+++ Given records +++
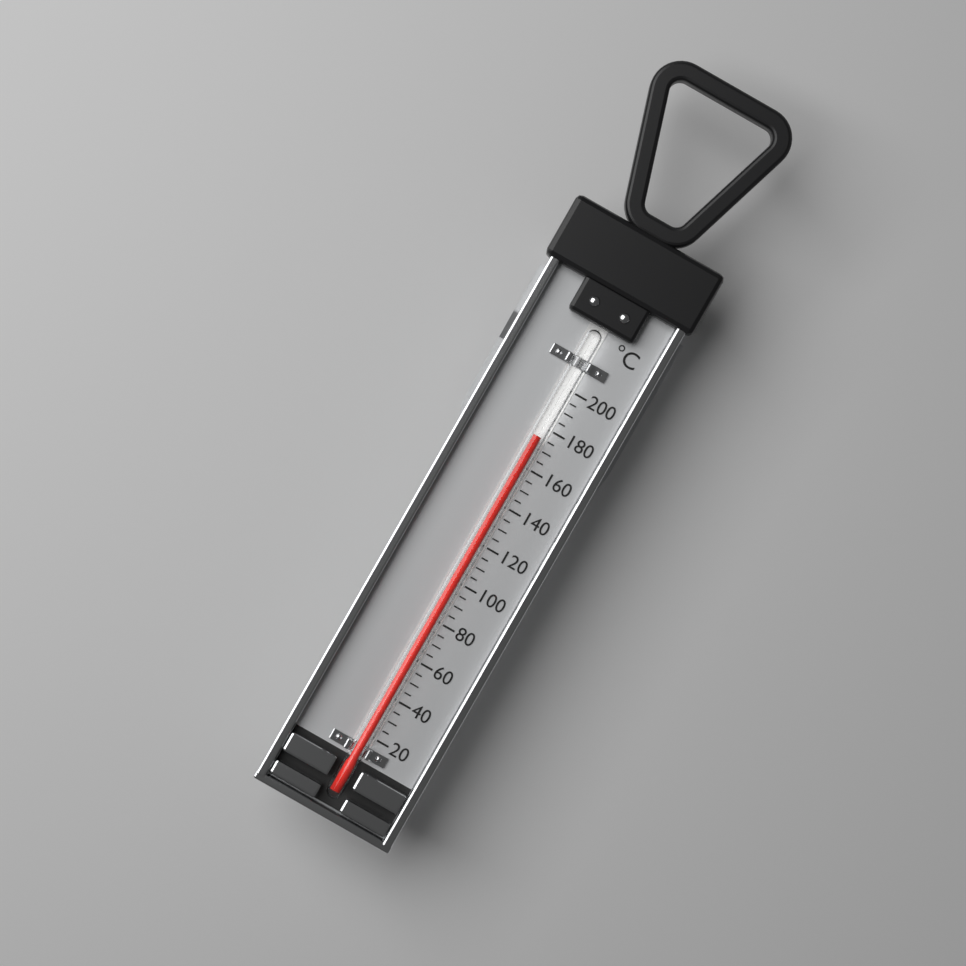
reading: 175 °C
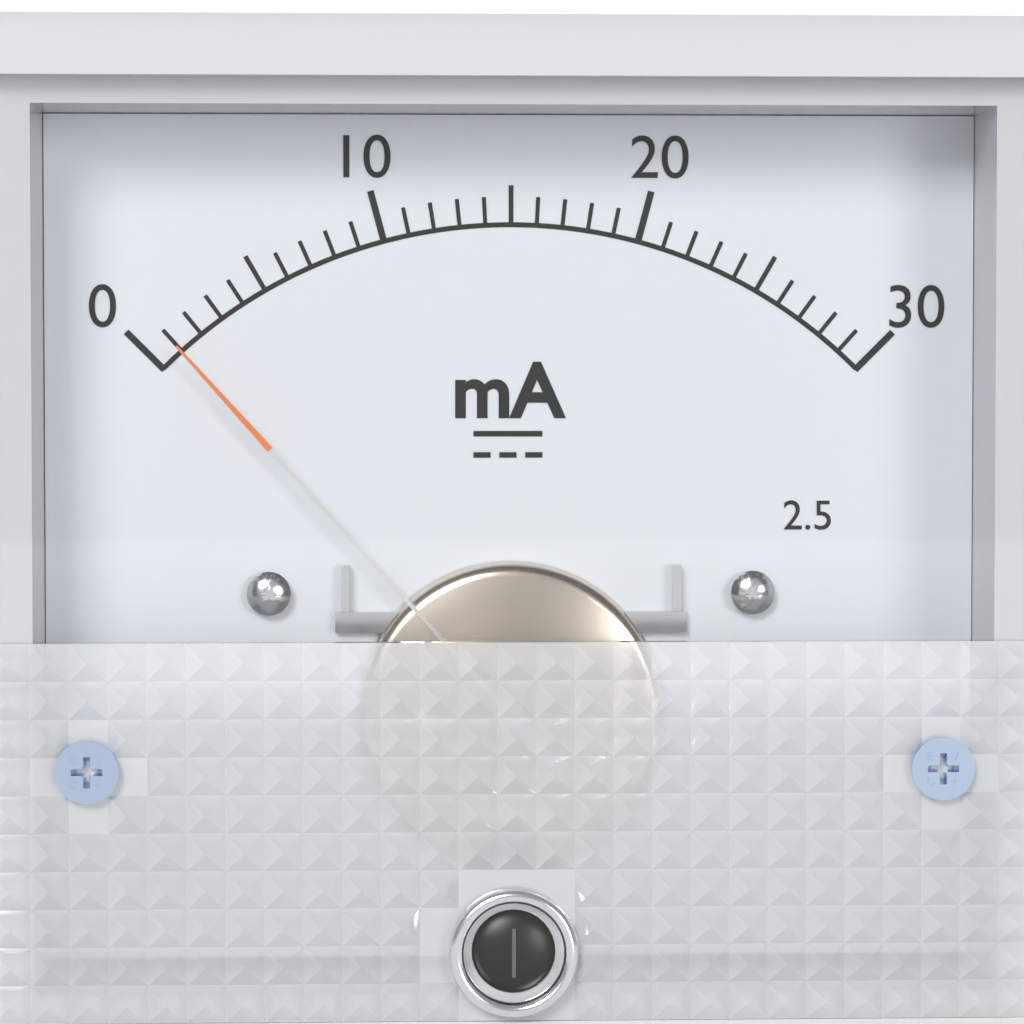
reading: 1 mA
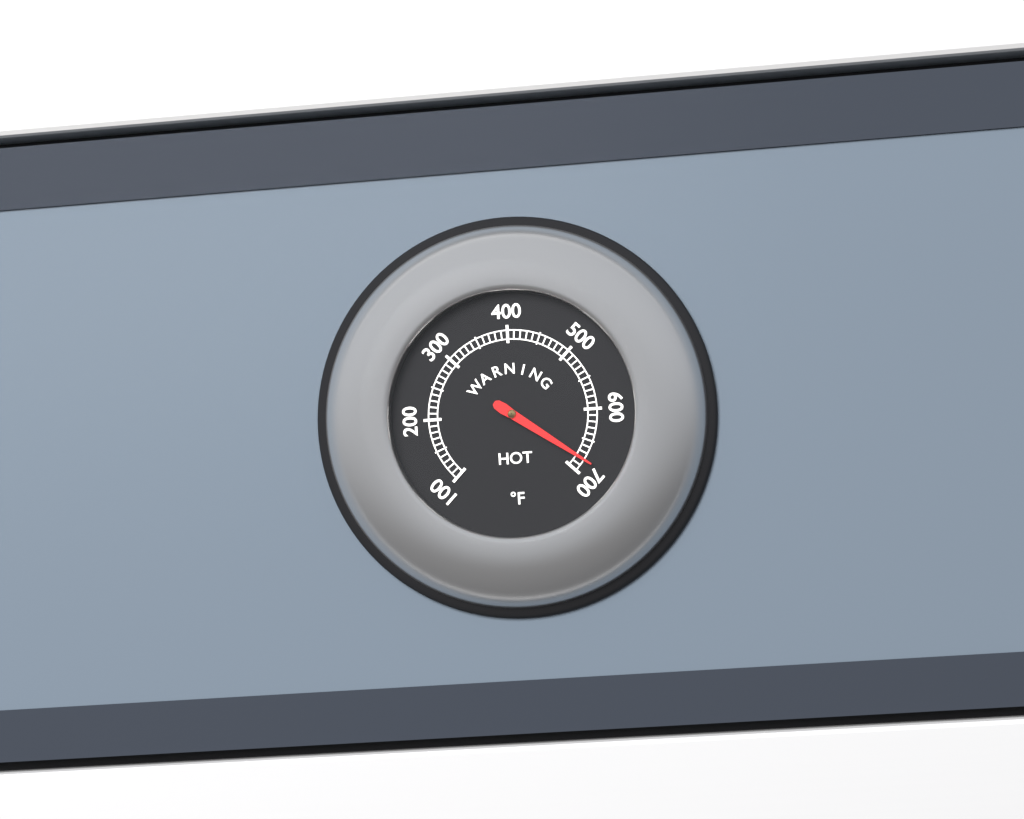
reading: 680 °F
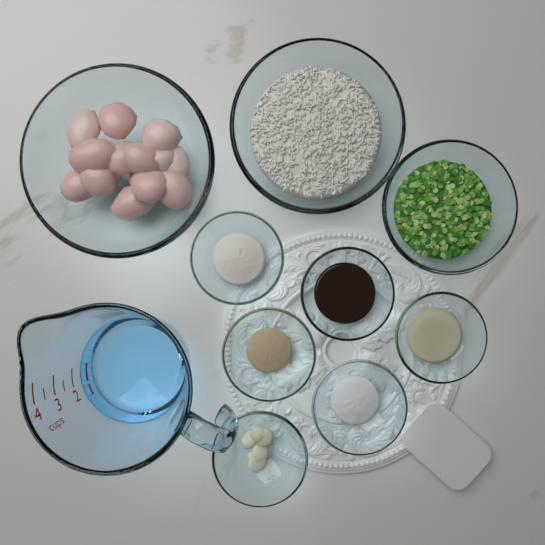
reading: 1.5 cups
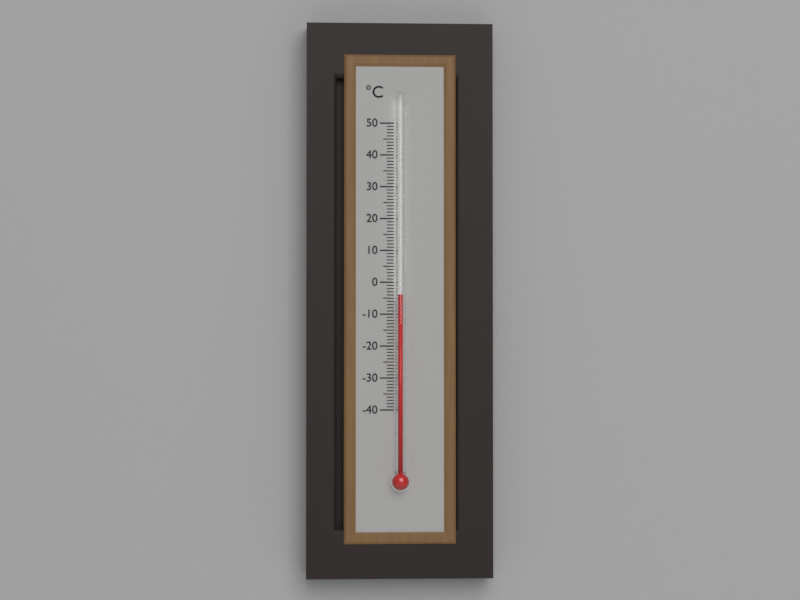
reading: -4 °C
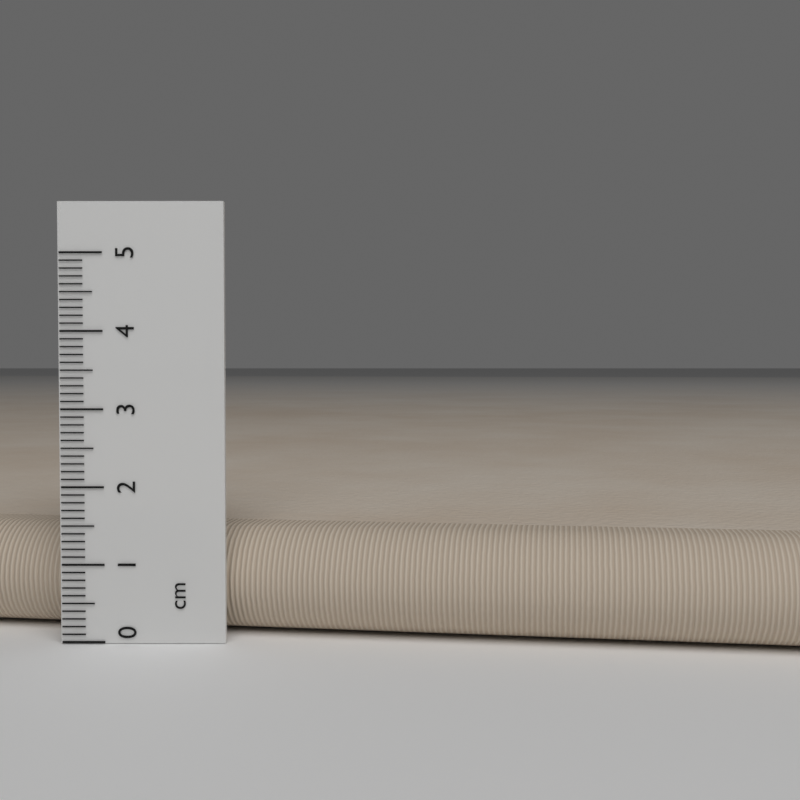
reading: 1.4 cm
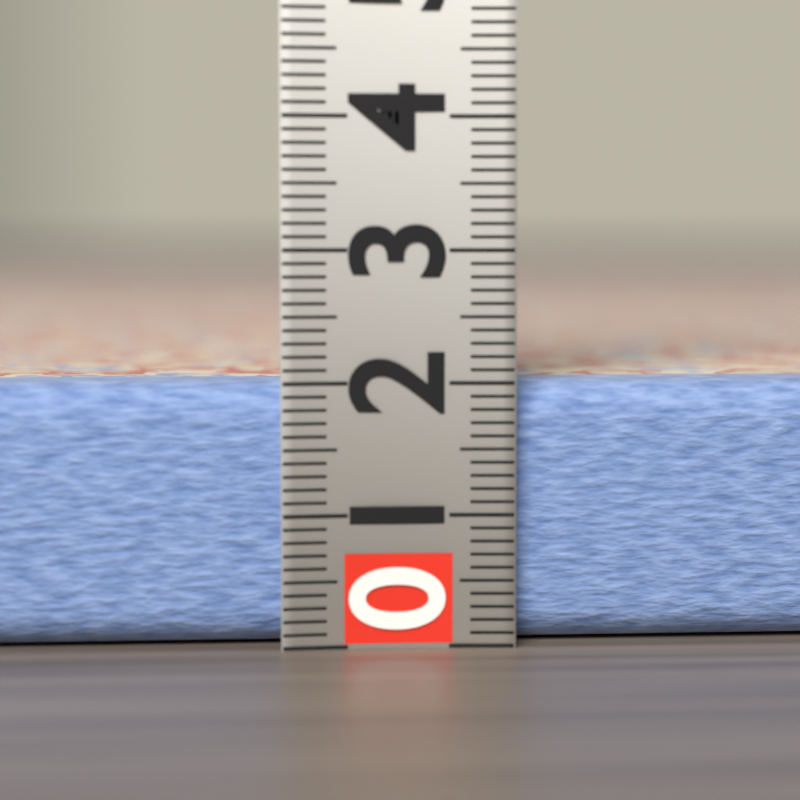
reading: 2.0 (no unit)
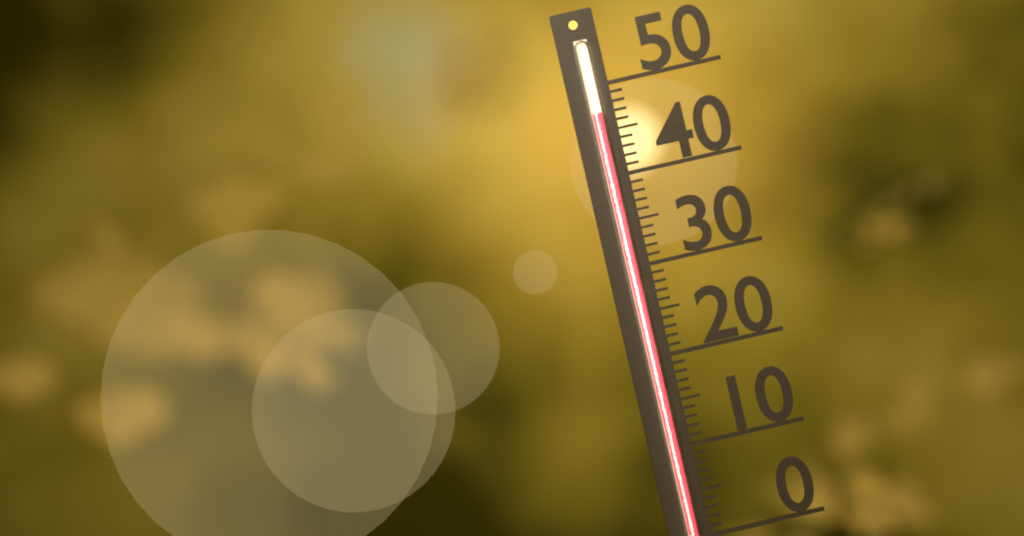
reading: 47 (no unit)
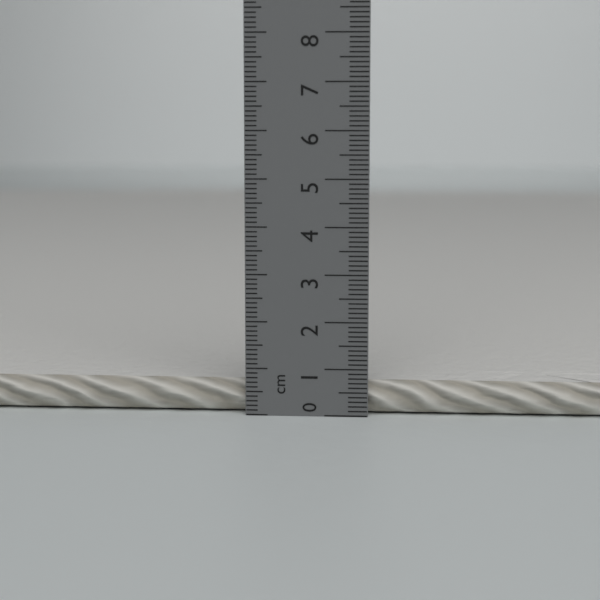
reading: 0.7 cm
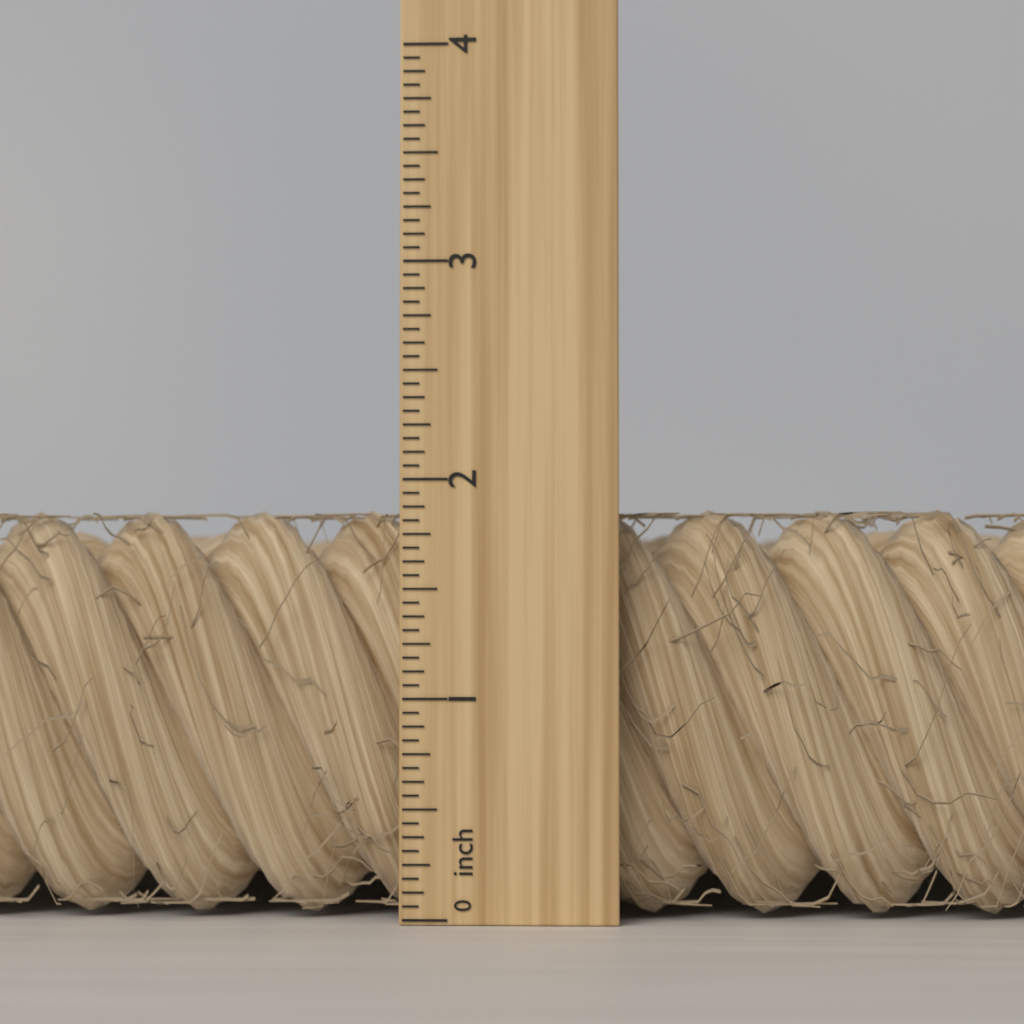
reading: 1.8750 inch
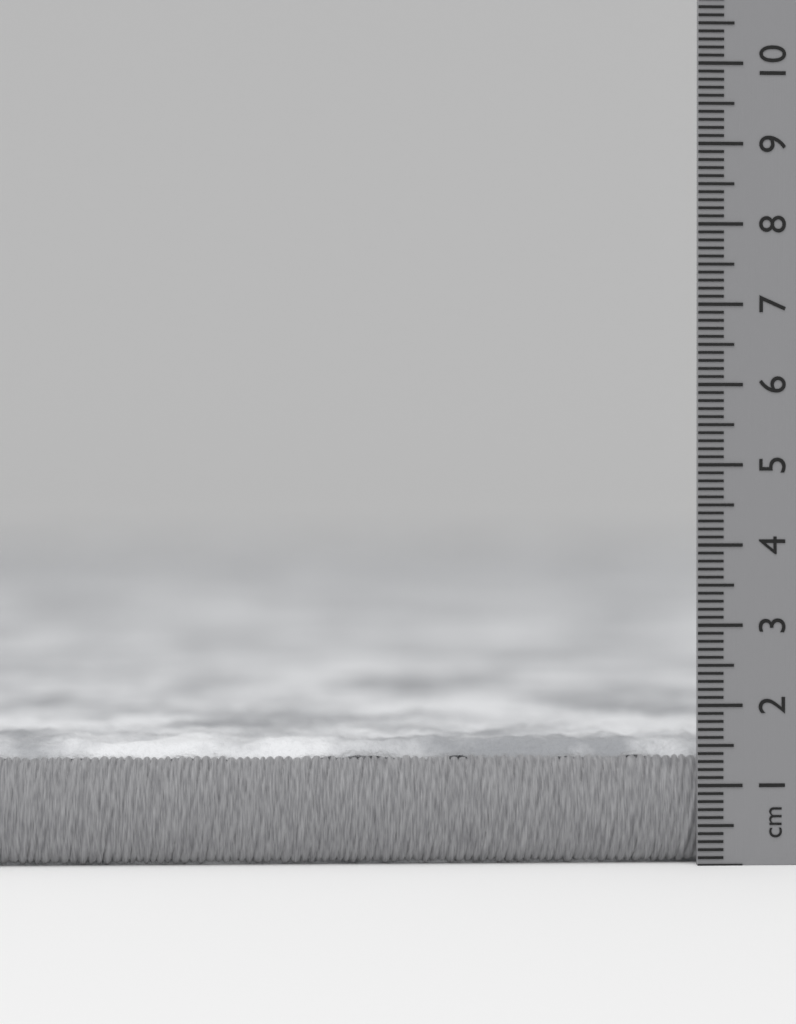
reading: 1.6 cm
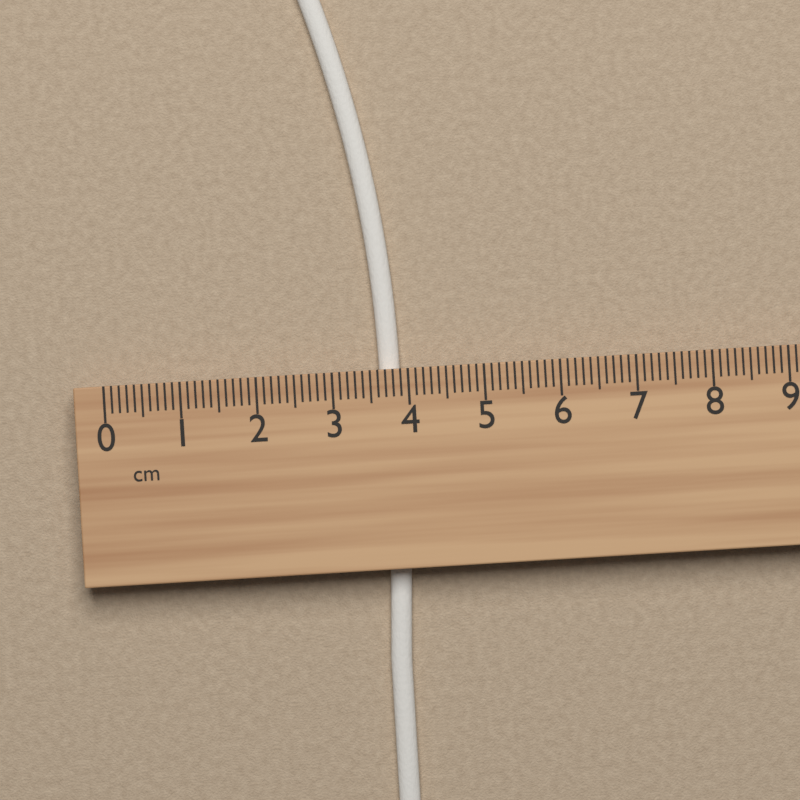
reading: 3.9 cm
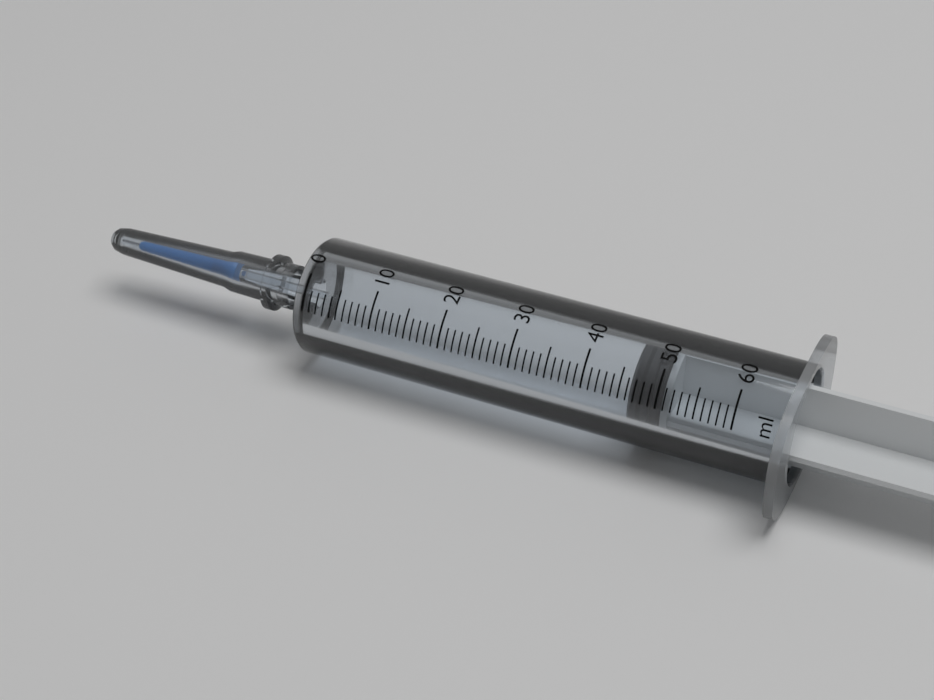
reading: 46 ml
+++
**Instructions for the task:** Return exactly, with no pictures, each line from the one that contains "reading: 680 °F" through the end of the entries above, both ends included.

**Response area:**
reading: 680 °F
reading: 1.5 cups
reading: -4 °C
reading: 1.4 cm
reading: 2.0 (no unit)
reading: 47 (no unit)
reading: 0.7 cm
reading: 1.8750 inch
reading: 1.6 cm
reading: 3.9 cm
reading: 46 ml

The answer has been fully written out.